Participants saw a step-by-step walkthrough showing how a user can:

  1. Log in to their COJ account

  2. Select the company

  3. Request a standardised status letter

  4. Choose collection option:

    • Office pick-up, or

    • Courier delivery (via COJ’s delivery partner, where applicable)

  5. Pay through the secure government payment provider

  6. Receive a receipt and collection guidance


Important distinction shared:

  • A status letter is a “snapshot” of information on the register at a point in time (directors, secretary, registered office, etc.).

  • Compliance is addressed differently (e.g., letters of good standing, outstanding documents reports, filings, etc.).


Key Customer Questions Raised

The Q&A reinforced that digitisation is welcome — but users are also paying attention to the practical details.


1) Cost of travel vs low-value pickups

One participant highlighted the burden of travelling from Clarendon to Kingston to collect a certified copy worth a few hundred dollars, only to incur thousands in travel costs. COJ confirmed that some certified copies can be paid for online and then collected, and courier options may apply depending on the service.


2) Data accuracy online

A concern was raised about company information online not always reflecting current records.
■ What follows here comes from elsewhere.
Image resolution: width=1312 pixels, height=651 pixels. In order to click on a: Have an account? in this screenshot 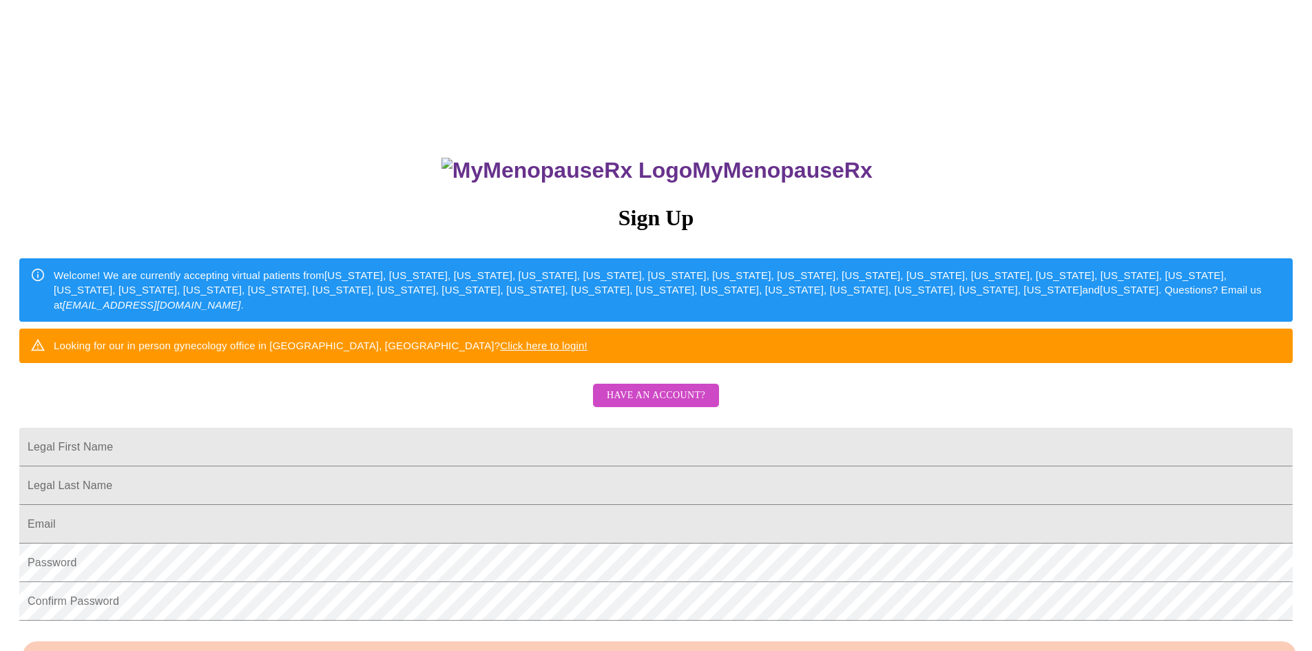, I will do `click(656, 404)`.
COJ indicated that system upgrades and a support process are in place, and users can report gaps for review and correction.
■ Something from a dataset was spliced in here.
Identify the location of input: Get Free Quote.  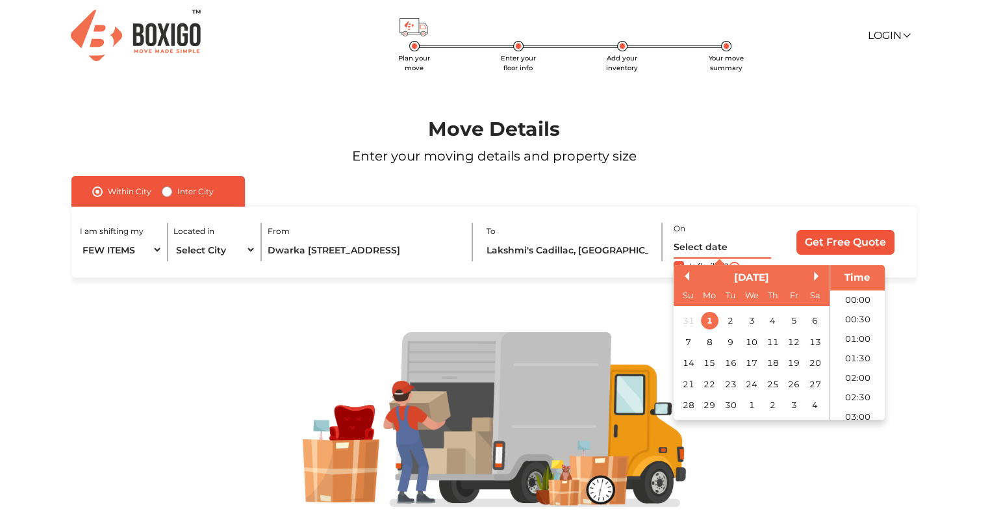
(845, 242).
3) Security and authorised filing

COJ explained that the online process mirrors the manual process and includes identity verification controls, including TRN validation (and where applicable, overseas ID data that matches what is on file). Users must also know the key required information (e.g., TRNs) to complete filings.


4) Real-time support

COJ pointed users to their digital support channels, and Ms Jackson also invited structured feedback to support continuous improvement.


What’s Coming Next: Online-Only Milestones

COJ shared clear timelines for moving specific services to online-only access.


COJ Online-Only Timeline Flyer

By April 1, 2026

Expected to move online-only for certain categories, including:

  • Business name renewals (for specific eligible groups)

  • Business closures

  • Standard status letter requests

  • Requests for letters (including letters of good standing) via the online channel


By July 1, 2026

COJ expects to expand online-only services further, including:

  • Status quo annual return filing (Form 19EA/19EB) becoming online-only

  • Notices of change (director, company secretary, registered address) moving online-only


The recurring benefit highlighted: auto-approval for eligible submissions, meaning once the system checks that all criteria are met, approval can be immediate.


Practical Next Steps for Business Owners


COJ’s closing encouragement was simple: start with what already works and is stable, then grow with the platform as new services come online.


Here are three easy actions you can take now:

  1. Create your COJ account and explore the dashboard

  2. Use online services for letters and standard requests where available

  3. If something is unclear or not working, use COJ’s support channels and report the issue promptly


Digitisation at COJ is designed to make compliance and documentation easier, faster, and less expensive — especially for business owners outside Kingston and Montego Bay. While the rollout is still evolving, the direction is clear: more services, fewer lines, less paper, and improved access.


Special thank you to the Companies Office of Jamaica team, our participants across the island and the diaspora, and SRC Supporter, Shades of Elegance, for supporting public education that helps businesses move forward with clarity.